Catherine A. Brereton
Catherine A. Brereton is from England, but moved to America in 2008, where she is now an MFA candidate at the University of Kentucky. Her essay, “Trance,” published by SLICE magazine, was selected by Ariel Levy and Robert Atwan as a Notable Essay in Best American Essays, 2015. More of her work can be found in Literary Orphans, The Spectacle and Graze, and is forthcoming in The Indianola Review and The Watershed Review. Catherine is the current Editor-in-Chief of Limestone, the University of Kentucky’s literary journal. She lives in Lexington with her wife and their teenage daughters.

Mir-Yashar
Mir-Yashar is a graduate of Boise State University, with a BA in political science. He currently attends Colorado State’s MFA program in fiction. His short-stories have been published or are forthcoming in various online literary journals and magazines including Monkeybicycle, The Bookends Review, and Gravel Magazine.

Patrick Erickson
Patrick, a resident of Garland, Texas, a Tree City just south of Duck Creek, is a retired parish pastor put out to pasture himself, a former shepherd of sheep, a small flock with no sheep dog and no hang-dog expression. Secretariat is his mentor, though he has never been an achiever and has never gained on the competition. He resonates to a friend’s definition of change; though a bit dated with the advent of wifi, it has the ring of truth to it: change coming at us a lot faster because you can punch a whole lot more, a whole lot faster down digital broadband “glass” fiber than an old copper co-axial landline cable.

Richard Widerkehr
Richard Widerkehr earned his M.A. from Columbia University. He has two collections of poems: “The Way Home” (Plain View Press) and “Her Story of Fire” (Egress Studio Press), along with two chapbooks. Tarragon Books published his novel, “Sedimental Journey,” about a geologist in love with a fictional character. Recent poems have appeared in Rattle, Floating Bridge Review, Crack The Spine, Soundings, Cirque, Clover, and Penumbra. He is one of the poetry editors for Shark Reef Review. He enjoys’ old rock and roll and singing in a chorus at synagogue, though not at the same time.

Karen Vande Bossche
Karen Vande Bossche is a Bellingham, Washington, poet and short story writer who teaches middle school. Some of her more recent work can be found in Burningword, Damselfly, Silver Birch Press and Sediment. Other poems are forthcoming in Straight Forward Poetry, Lunch Ticket, and Clover, a Literary Rag. Karen was born in the Midwest, raised in Southern California, and is firmly planted now in the Pacific Northwest. She believes that writing is one of the few venues to continued sanity in today’s world and that she has finally (finally) begun her real work.

Andrea Ruggirello
Andrea lives in Morgantown, West Virginia by way of New York and Boston, where she is completing an MFA in fiction at West Virginia University. She most enjoys traveling and eating other people’s cooking. Andrea’s fiction has been published or is forthcoming in Pacific Review, The Cadaverine, The Legendary, and The Molotov Cocktail.

Tracey Levine
Tracey Levine grew up in northeast Philadelphia and teaches creative writing and film courses at Arcadia University where she coordinates the creative writing concentration for undergraduates. She earned a BFA in screenwriting from University of the Arts, an MA in English from Arcadia University, and a MFA in fiction from Syracuse University. She has worked on many documentary projects for WHYY and her creative writing work has appeared in Verbal Seduction, Metropolis VoxPop, Literary Mothers, The Literary Yard, The Halcyon Review, The Philadelphia City Paper, and has forthcoming work in Streetlight Magazine, Eunoia Review and The Corner Club Press. She currently lives in Philadelphia with her cat and boyfriend. She is a yogi and plays shoots in a dart league and is hard at work on a collection of short fiction and a longer thing.

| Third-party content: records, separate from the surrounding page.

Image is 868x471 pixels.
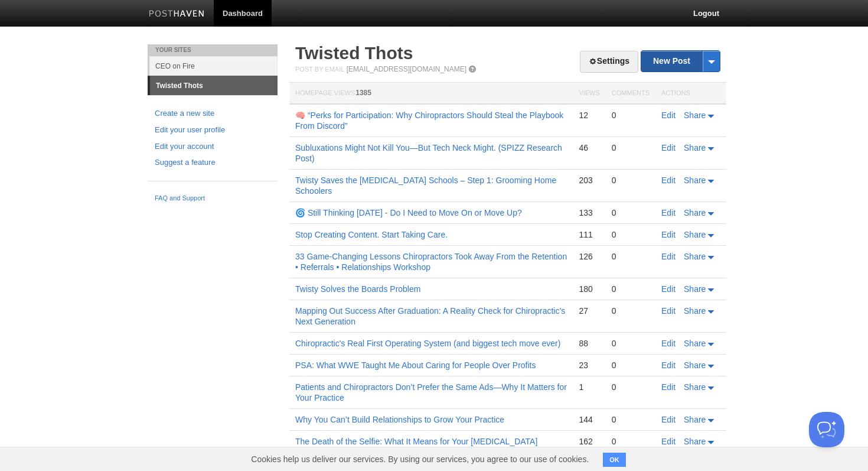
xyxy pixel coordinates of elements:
span: Share [684,208,706,218]
a: PSA: What WWE Taught Me About Caring for People Over Profits [296,360,536,370]
a: Chiropractic's Real First Operating System (and biggest tech move ever) [296,339,560,348]
a: 🧠 “Perks for Participation: Why Chiropractors Should Steal the Playbook From Discord” [296,111,563,131]
div: 111 [579,229,600,240]
a: Subluxations Might Not Kill You—But Tech Neck Might. (SPIZZ Research Post) [296,143,562,163]
th: Homepage Views [289,83,573,105]
li: Your Sites [148,45,278,56]
span: Share [684,339,706,348]
th: Actions [656,83,727,105]
a: Create a new site [155,108,270,120]
th: Comments [606,83,656,105]
a: Edit your user profile [155,124,270,136]
a: Twisty Solves the Boards Problem [296,284,420,294]
span: Share [684,415,706,424]
div: 180 [579,284,600,294]
span: Post by Email [296,65,344,73]
div: 1 [579,382,600,393]
div: 0 [612,284,650,294]
span: Cookies help us deliver our services. By using our services, you agree to our use of cookies. [239,447,600,471]
div: 0 [612,229,650,240]
div: 23 [579,360,600,370]
button: OK [603,453,626,467]
span: Share [684,360,706,370]
div: 0 [612,306,650,316]
a: Edit [661,230,676,239]
div: 126 [579,251,600,262]
span: Share [684,252,706,261]
a: New Post [641,51,720,72]
span: 1385 [356,88,372,97]
a: [EMAIL_ADDRESS][DOMAIN_NAME] [346,65,466,73]
div: 12 [579,110,600,121]
div: 88 [579,338,600,349]
a: Edit your account [155,141,270,153]
a: FAQ and Support [155,193,270,204]
div: 0 [612,207,650,218]
a: Suggest a feature [155,157,270,169]
a: Edit [661,143,676,152]
a: Edit [661,252,676,261]
div: 0 [612,251,650,262]
a: Edit [661,339,676,348]
a: Twisty Saves the [MEDICAL_DATA] Schools – Step 1: Grooming Home Schoolers [296,176,557,196]
a: Edit [661,306,676,316]
a: Patients and Chiropractors Don’t Prefer the Same Ads—Why It Matters for Your Practice [296,383,567,403]
a: Settings [580,51,638,73]
span: Share [684,306,706,316]
a: Edit [661,383,676,392]
span: Share [684,284,706,294]
div: 0 [612,142,650,153]
div: 203 [579,175,600,186]
a: Edit [661,111,676,120]
a: Edit [661,415,676,424]
a: The Death of the Selfie: What It Means for Your [MEDICAL_DATA] Practice [296,437,537,457]
div: 46 [579,142,600,153]
a: Twisted Thots [150,76,278,95]
div: 0 [612,414,650,425]
div: 0 [612,382,650,393]
a: Edit [661,360,676,370]
div: 0 [612,338,650,349]
img: Posthaven-bar [148,10,205,19]
a: CEO on Fire [149,56,278,75]
div: 0 [612,175,650,186]
a: Edit [661,437,676,447]
a: Stop Creating Content. Start Taking Care. [296,230,448,239]
span: Share [684,143,706,152]
a: 33 Game-Changing Lessons Chiropractors Took Away From the Retention • Referrals • Relationships W... [296,252,567,272]
a: Mapping Out Success After Graduation: A Reality Check for Chiropractic’s Next Generation [296,306,565,326]
iframe: Help Scout Beacon - Open [809,412,844,447]
span: Share [684,437,706,447]
a: Twisted Thots [296,43,412,62]
a: 🌀 Still Thinking [DATE] - Do I Need to Move On or Move Up? [296,208,522,218]
span: Share [684,230,706,239]
div: 0 [612,360,650,370]
div: 27 [579,306,600,316]
div: 133 [579,207,600,218]
div: 0 [612,437,650,447]
a: Edit [661,176,676,185]
span: Share [684,176,706,185]
th: Views [573,83,605,105]
div: 144 [579,414,600,425]
span: Share [684,111,706,120]
a: Edit [661,208,676,218]
div: 162 [579,437,600,447]
a: Why You Can’t Build Relationships to Grow Your Practice [296,415,504,424]
div: 0 [612,110,650,121]
a: Edit [661,284,676,294]
span: Share [684,383,706,392]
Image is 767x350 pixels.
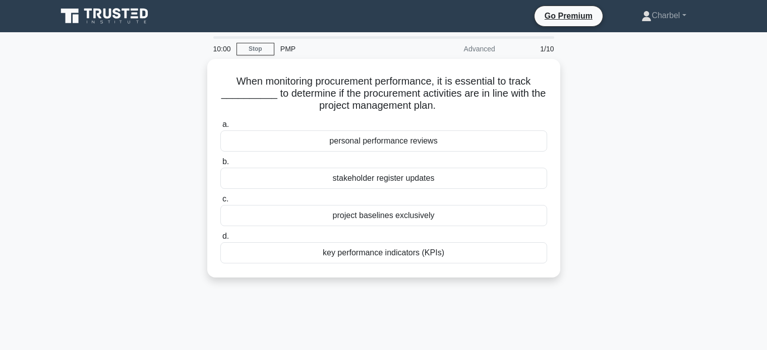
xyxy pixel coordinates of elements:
a: Charbel [617,6,710,26]
div: stakeholder register updates [220,168,547,189]
div: PMP [274,39,413,59]
div: project baselines exclusively [220,205,547,226]
span: d. [222,232,229,241]
a: Stop [237,43,274,55]
h5: When monitoring procurement performance, it is essential to track __________ to determine if the ... [219,75,548,112]
span: c. [222,195,228,203]
div: personal performance reviews [220,131,547,152]
span: a. [222,120,229,129]
span: b. [222,157,229,166]
div: 1/10 [501,39,560,59]
div: 10:00 [207,39,237,59]
div: key performance indicators (KPIs) [220,243,547,264]
div: Advanced [413,39,501,59]
a: Go Premium [539,10,599,22]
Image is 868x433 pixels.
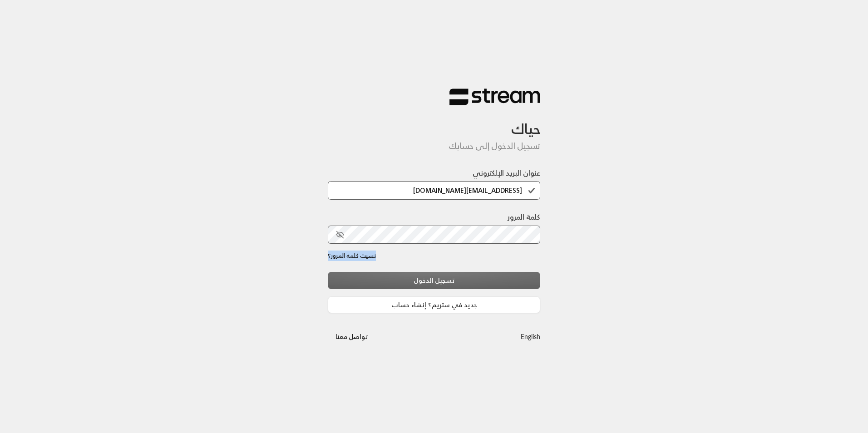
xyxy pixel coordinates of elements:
[328,181,541,199] input: اكتب بريدك الإلكتروني هنا
[328,106,541,137] h3: حياك
[508,211,541,222] label: كلمة المرور
[450,88,541,106] img: Stream Logo
[332,227,348,242] button: toggle password visibility
[328,328,376,345] button: تواصل معنا
[328,331,376,342] a: تواصل معنا
[521,328,541,345] a: English
[473,168,541,179] label: عنوان البريد الإلكتروني
[328,141,541,151] h5: تسجيل الدخول إلى حسابك
[328,251,376,260] a: نسيت كلمة المرور؟
[328,296,541,314] a: جديد في ستريم؟ إنشاء حساب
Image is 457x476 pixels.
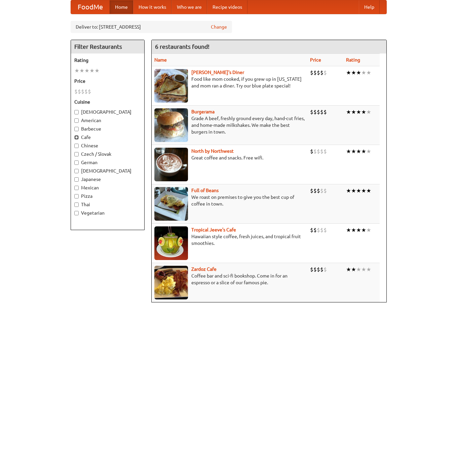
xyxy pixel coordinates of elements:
[361,187,366,194] li: ★
[191,70,244,75] b: [PERSON_NAME]'s Diner
[155,155,305,161] p: Great coffee and snacks. Free wifi.
[74,88,78,95] li: $
[361,108,366,116] li: ★
[323,187,327,194] li: $
[346,148,351,155] li: ★
[346,57,360,63] a: Rating
[191,188,218,193] a: Full of Beans
[356,108,361,116] li: ★
[323,108,327,116] li: $
[314,187,317,194] li: $
[74,185,141,191] label: Mexican
[74,126,141,132] label: Barbecue
[361,69,366,76] li: ★
[155,187,188,221] img: beans.jpg
[74,127,79,131] input: Barbecue
[346,69,351,76] li: ★
[74,160,79,165] input: German
[351,266,356,273] li: ★
[317,148,320,155] li: $
[74,202,79,207] input: Thai
[351,148,356,155] li: ★
[366,148,371,155] li: ★
[74,186,79,190] input: Mexican
[356,227,361,234] li: ★
[191,109,214,114] b: Burgerama
[320,69,323,76] li: $
[133,0,172,14] a: How it works
[356,187,361,194] li: ★
[155,148,188,181] img: north.jpg
[317,187,320,194] li: $
[155,57,167,63] a: Name
[366,266,371,273] li: ★
[74,169,79,173] input: [DEMOGRAPHIC_DATA]
[74,109,141,115] label: [DEMOGRAPHIC_DATA]
[211,24,227,30] a: Change
[310,266,314,273] li: $
[78,88,81,95] li: $
[314,227,317,234] li: $
[71,21,232,33] div: Deliver to: [STREET_ADDRESS]
[361,266,366,273] li: ★
[88,88,91,95] li: $
[74,176,141,183] label: Japanese
[323,266,327,273] li: $
[74,134,141,141] label: Cafe
[317,108,320,116] li: $
[351,187,356,194] li: ★
[74,135,79,139] input: Cafe
[74,57,141,63] h5: Rating
[155,266,188,299] img: zardoz.jpg
[366,227,371,234] li: ★
[74,193,141,199] label: Pizza
[310,187,314,194] li: $
[155,115,305,135] p: Grade A beef, freshly ground every day, hand-cut fries, and home-made milkshakes. We make the bes...
[81,88,84,95] li: $
[310,69,314,76] li: $
[356,148,361,155] li: ★
[74,201,141,208] label: Thai
[155,69,188,103] img: sallys.jpg
[155,273,305,286] p: Coffee bar and sci-fi bookshop. Come in for an espresso or a slice of our famous pie.
[346,187,351,194] li: ★
[109,0,133,14] a: Home
[191,227,236,232] a: Tropical Jeeve's Cafe
[74,142,141,149] label: Chinese
[191,266,217,272] b: Zardoz Cafe
[74,159,141,166] label: German
[361,148,366,155] li: ★
[366,187,371,194] li: ★
[310,227,314,234] li: $
[155,194,305,207] p: We roast on premises to give you the best cup of coffee in town.
[314,148,317,155] li: $
[172,0,207,14] a: Who we are
[155,227,188,260] img: jeeves.jpg
[74,194,79,198] input: Pizza
[314,108,317,116] li: $
[74,168,141,174] label: [DEMOGRAPHIC_DATA]
[323,69,327,76] li: $
[346,266,351,273] li: ★
[310,57,321,63] a: Price
[351,69,356,76] li: ★
[80,67,84,74] li: ★
[320,266,323,273] li: $
[320,227,323,234] li: $
[74,152,79,156] input: Czech / Slovak
[155,233,305,247] p: Hawaiian style coffee, fresh juices, and tropical fruit smoothies.
[155,108,188,142] img: burgerama.jpg
[74,177,79,182] input: Japanese
[351,108,356,116] li: ★
[207,0,247,14] a: Recipe videos
[191,148,234,154] b: North by Northwest
[320,148,323,155] li: $
[74,143,79,148] input: Chinese
[74,117,141,124] label: American
[317,69,320,76] li: $
[84,67,89,74] li: ★
[95,67,100,74] li: ★
[74,110,79,114] input: [DEMOGRAPHIC_DATA]
[71,40,144,54] h4: Filter Restaurants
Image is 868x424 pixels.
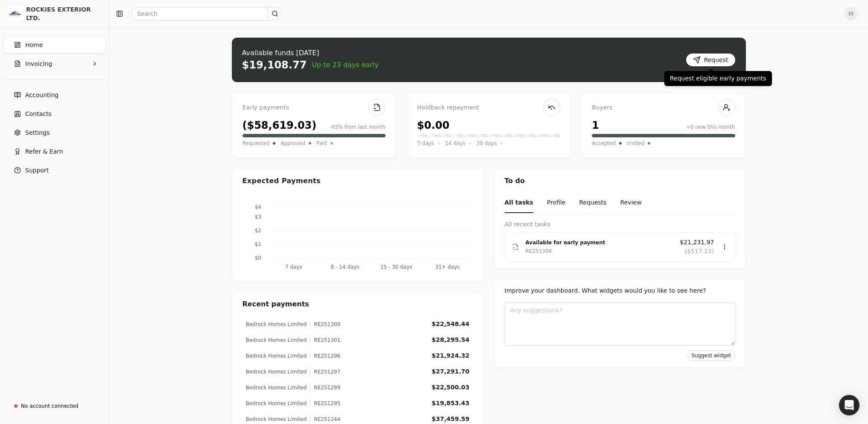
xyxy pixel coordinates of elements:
div: $22,500.03 [432,383,470,391]
tspan: $4 [255,204,261,210]
div: Bedrock Homes Limited [246,336,307,344]
div: RE251295 [310,399,341,407]
div: RE251244 [310,415,341,423]
button: Review [620,193,642,213]
span: Home [25,41,43,49]
div: Improve your dashboard. What widgets would you like to see here? [505,286,735,295]
div: $21,924.32 [432,351,470,360]
span: Refer & Earn [25,147,63,156]
span: Invited [627,139,645,148]
span: Support [25,166,48,174]
div: $19,108.77 [242,58,307,72]
a: No account connected [3,398,105,414]
div: RE251300 [310,320,341,328]
a: Home [3,36,105,54]
span: ($517.23) [685,247,714,256]
div: $37,459.59 [432,415,470,423]
span: Paid [317,139,327,148]
div: No account connected [21,402,79,409]
span: Settings [25,129,49,137]
div: $28,295.54 [432,335,470,345]
div: To do [494,169,745,193]
div: Bedrock Homes Limited [246,320,307,328]
span: Approved [280,139,305,148]
tspan: $2 [255,227,261,233]
span: 30 days [476,139,497,148]
span: Accepted [592,139,616,148]
div: $27,291.70 [432,367,470,376]
div: Bedrock Homes Limited [246,399,307,407]
button: Requests [579,193,607,213]
div: RE251297 [310,368,341,376]
button: Profile [547,193,566,213]
div: $19,853.43 [432,398,470,408]
tspan: 31+ days [435,263,460,269]
button: Request [686,53,736,66]
div: ($58,619.03) [242,117,317,133]
div: Bedrock Homes Limited [246,351,307,359]
a: Settings [3,124,105,141]
div: Bedrock Homes Limited [246,415,307,423]
div: +0 new this month [687,123,735,130]
div: Open Intercom Messenger [840,395,860,415]
div: $0.00 [418,117,450,133]
input: Search [131,7,282,21]
span: 14 days [445,139,466,148]
div: Bedrock Homes Limited [246,383,307,391]
div: 1 [592,117,600,133]
tspan: 7 days [286,263,303,269]
div: Holdback repayment [418,103,561,112]
div: RE251299 [310,383,341,391]
div: Available funds [DATE] [242,47,379,58]
a: Contacts [3,105,105,123]
button: Support [3,161,105,179]
tspan: $1 [255,241,261,247]
div: Bedrock Homes Limited [246,368,307,376]
div: -93% from last month [330,123,386,130]
div: RE251304 [525,247,552,256]
button: Suggest widget [688,350,735,360]
button: Refer & Earn [3,142,105,160]
div: Request eligible early payments [664,71,772,86]
tspan: 15 - 30 days [381,263,412,269]
button: M [845,7,859,21]
span: Accounting [25,91,59,99]
div: Recent payments [232,292,483,316]
span: Contacts [25,110,52,118]
span: Invoicing [25,60,52,68]
tspan: 8 - 14 days [330,263,359,269]
span: 7 days [418,139,434,148]
span: Up to 23 days early [311,60,379,70]
div: All recent tasks [505,219,735,229]
span: Requested [242,139,270,148]
img: 9e6611d6-0330-4e31-90bd-30bf537b7a04.png [7,6,22,22]
div: Expected Payments [242,175,321,186]
div: ROCKIES EXTERIOR LTD. [26,5,102,22]
div: RE251301 [310,336,341,344]
div: Available for early payment [525,238,674,247]
div: $22,548.44 [432,320,470,328]
button: Invoicing [3,55,105,73]
div: Buyers [592,103,735,112]
tspan: $0 [255,255,261,261]
tspan: $3 [255,214,261,219]
span: $21,231.97 [680,237,714,247]
div: Early payments [242,103,386,112]
div: RE251296 [310,351,341,359]
button: All tasks [505,193,533,213]
a: Accounting [3,86,105,104]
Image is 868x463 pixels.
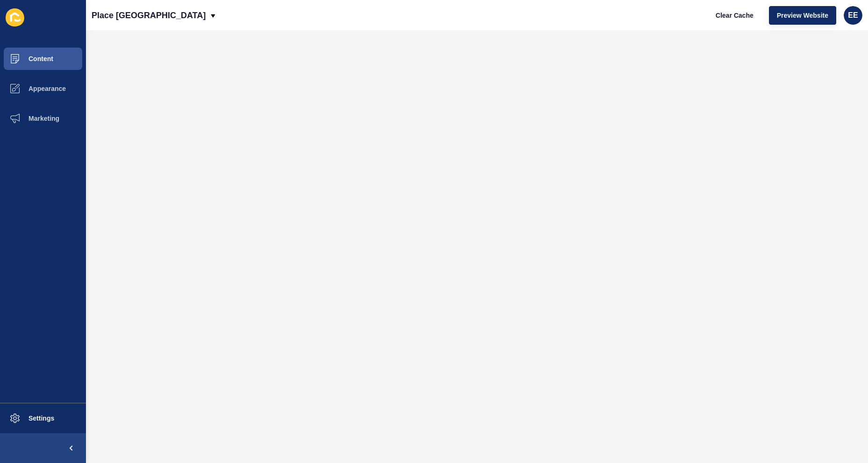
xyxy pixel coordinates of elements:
span: Preview Website [776,11,828,20]
p: Place [GEOGRAPHIC_DATA] [92,4,205,27]
span: EE [847,11,857,20]
span: Clear Cache [715,11,753,20]
button: Preview Website [769,6,836,24]
button: Clear Cache [708,6,761,24]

2 comments to “Issue 180 Contributors”
2 comments to “Issue 180 Contributors”
  1. Karen Vande Bossche paints with vivid words so the reader can wander the campground, hear the music, smell the smoke and check out the folks. Strong images abound.

  2. Karen Vande Bossche’s gypsy camp is a place I feel I’ve been now. I can smell the drizzle and feel the dampness permeate the velour. The music and the feel of making music with others comes into my being as I read about the musicians in the camp. The tents and RVs make a picture of organized clutter in my mind. I loved visiting this camp. Thank you Karen!